How to Keep Residents Active
in Your Facility
Interested in keeping your residents active in and around your facility? Consider adding resident-run clubs to your activity calendar.

Resident clubs are simply activities in which the residents lead the activity themselves, like a Chess Club, Poker Club, or Bridge Club. Typically, activity staff and volunteers only have to set up the activity for the residents, unless the activity requires more assistance, like a Baking Club or Sewing Club. Resident clubs are easy to set up and administer. Here are a few tips:
> Be sure to invite residents to join the clubs. At your monthly Resident Council meeting, inform residents of the times and places of upcoming clubs.
> Add clubs that will be successful. For example, don’t add a Bridge Club if you have only two residents who are interested in playing.
> Have clubs that allow residents to participate in daily life skills. Recruit interested residents to water the flowers in your facility or set the table in the Dining Room.
> If you are adding several clubs at one time, host a Resident Club Rush. At the rush, tell residents about all the different clubs and ask them to sign up for the clubs that they want to join.
> Encourage voting for club leaders. To keep your resident club going, request the club to assign one of the residents to be the club leader. This leader can be your liaison to the club and can keep you informed of their club activities and their need for supplies.
> Provide clubs that allow residents to help out with small odds and ends around your facility that make them feel useful. Here are ten to get you started:
1. Birthday Card Club. Encourage residents to either make or sign resident birthday cards each month.
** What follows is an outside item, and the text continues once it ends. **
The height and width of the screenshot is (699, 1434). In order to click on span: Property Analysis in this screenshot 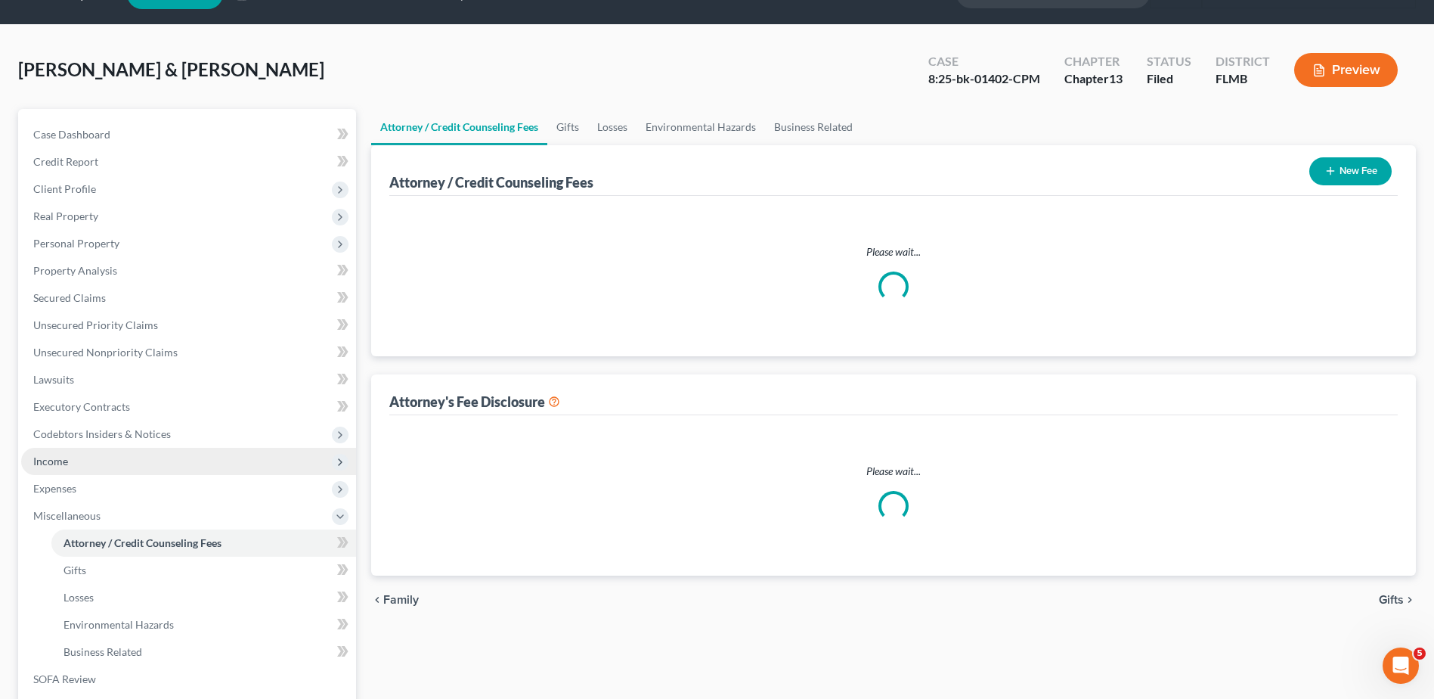, I will do `click(75, 270)`.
Additionally, consider having them make or sign birthday cards for your volunteers.
2. Flower Club. Persuade residents to look after the flowers in and around your facility by helping with the watering and pruning.
3. Welcome/Hospitality Club. Invite residents to make welcome baskets for your new residents, or make fun flower arrangements for residents returning from the hospital.
4. New Resident Mentor Club. Recruit some of your friendliest and most active residents to become fun “mentors” for new residents. Mentors can show the new residents around your facility, check in on them from time to time, as well as invite them to activities.
5. Library Club. Find your book-loving residents to help maintain a facility library (or bookcase). The residents can brainstorm ways to gather book donations from others.
6. Newsletter Club. Recruit residents to create a fun newsletter for your facility that can be distributed easily to your residents.
7. Garden Club. Similar to the Flower Club, invite residents to maintain the plants that are inside and outside of your facility.
8. Volunteer Club. Encourage residents to volunteer to help other residents, like sitting and reading to bedridden residents.
9. Magazine Club. Invite residents to be in charge of your facility’s magazine collection. Have them stop by residents’ rooms to pass out the magazines. In addition, encourage the club to come up with a plan of action to request old magazines from libraries and other institutions.
10. Audio/Visual Club. Find interested residents to be in charge of receiving borrowed audio books, tapes, and DVDs from your county library that are for the temporary use of your facility’s residents. The club members also can be in charge of collecting the borrowed items from the residents before packaging them to be shipped back to the library.